The store that receives an incomplete or inadequate assortment experiences the same deterioration described in the previous paragraphs, and its sales velocity confirms the perception that it is a low-performing location. Distribution produced the result that is then used to justify it. The capital invested in that inventory is trapped in a location where it cannot generate the sales it would generate in another.

This logic also works in the other direction. When availability is insufficient to supply all stores, the criteria for distributing the shortage are rarely defined in advance. It is improvised. And in that improvisation, the products that sustain sales for the entire network compete for the same decision space as marginal references.

There are retailers who understand this logic not as an inventory management problem, but as an operational discipline that is applied consistently in r each cycle. In certain formats, the value proposition is built on the constant renewal of the assortment: what does not rotate within a defined period is removed, not because it is impossible to sell it at a greater discount, but because it takes up space and capital that could be financing the replacement of what does sell. The discipline is not about discounting; it is about priority.

In categories such as appliances or technology, that discipline takes another form: it is clearly defined how much depth to protect in the current model and when to stop financing the previous generation so as not to duplicate capital on the floor and in the warehouse. In both cases, the priority is not to maximize the permanence of each item in the assortment, but to protect the turnover that finances the operation.

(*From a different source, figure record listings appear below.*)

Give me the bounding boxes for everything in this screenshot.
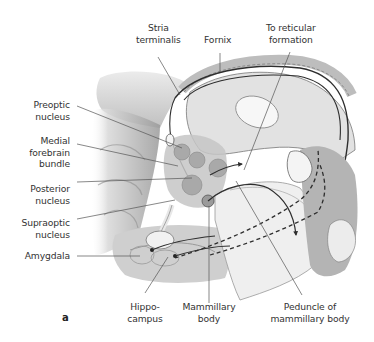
label-preoptic-nucleus: Preoptic nucleus [30, 99, 70, 122]
label-fornix: Fornix [204, 34, 231, 46]
label-mammillary-body: Mammillary body [178, 301, 240, 324]
label-stria-terminalis: Stria terminalis [136, 22, 181, 45]
panel-letter: a [62, 312, 69, 323]
label-supraoptic-nucleus: Supraoptic nucleus [14, 217, 70, 240]
brain-illustration [0, 0, 374, 342]
label-medial-forebrain-bundle: Medial forebrain bundle [20, 135, 70, 170]
label-posterior-nucleus: Posterior nucleus [20, 183, 70, 206]
label-peduncle-of-mammillary-body: Peduncle of mammillary body [265, 301, 355, 324]
label-hippocampus: Hippo- campus [117, 301, 173, 324]
anatomical-figure: Stria terminalis Fornix To reticular for… [0, 0, 374, 342]
label-to-reticular-formation: To reticular formation [266, 22, 316, 45]
preoptic-nucleus [174, 144, 190, 160]
brainstem [215, 182, 316, 300]
label-amygdala: Amygdala [14, 250, 70, 262]
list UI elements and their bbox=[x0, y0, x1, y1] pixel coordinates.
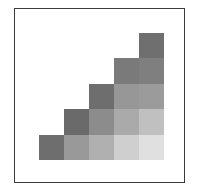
grid-cell bbox=[89, 135, 114, 160]
grid-cell bbox=[139, 58, 164, 83]
staircase-grid bbox=[39, 33, 164, 160]
grid-cell bbox=[114, 84, 139, 109]
grid-cell bbox=[64, 109, 89, 134]
grid-cell bbox=[139, 33, 164, 58]
grid-cell bbox=[89, 84, 114, 109]
grid-cell bbox=[39, 135, 64, 160]
grid-cell bbox=[114, 58, 139, 83]
grid-cell bbox=[89, 109, 114, 134]
grid-cell bbox=[139, 135, 164, 160]
grid-cell bbox=[114, 109, 139, 134]
grid-cell bbox=[64, 135, 89, 160]
grid-cell bbox=[139, 84, 164, 109]
grid-cell bbox=[139, 109, 164, 134]
grid-cell bbox=[114, 135, 139, 160]
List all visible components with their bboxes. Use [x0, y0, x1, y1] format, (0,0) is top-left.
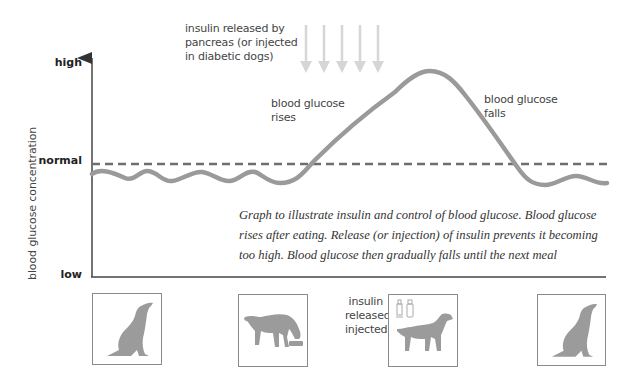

What distinguishes these operators is not the sophistication of their systems. It is that they have a clear answer to three questions that, in most organizations, cannot be answered quickly: what is the actual coverage of the twenty products that contribute most to sales, how much capital is committed to items that have not rotated in ninety days, and what minimum depth is needed to protect next month’s sales without compromising liquidity. When those questions are answered, the decision of what to protect and what to release is no longer negotiated between departments each purchasing cycle.

One concrete way to understand where the organization stands is to ask each area to answer, with the information available today, how much of the current inventory effectively supports sales and how much does not. If Sales, Finance, and Operations come up with three different figures—or if the answer takes more than a day because it requires cross-referencing the system with Excel files and manual adjustments—the organization has no way of separating the inventory that finances the operation from that which only commits capital.

At EREA Decisions Lab, we have been working with retailers in Latin America for more than eighteen years, and this pattern appears more frequently than the indicators allow us to see. The difference between those who address it structurally and those who repeat it every cycle is rarely in the size of the inventory or the technology available; it is usually in the clarity with which they distinguish what to protect and what to adjust, and in the speed with which that distinction reaches the operational decision.

Inventory is not just a number on the balance sheet. It is capital. And that capital is either turning into cash or it is trapped. When the business knows which is which, works for its shareholders. When it doesn’t, the warehouse may be full, yet there may still be a shortage of product to sell.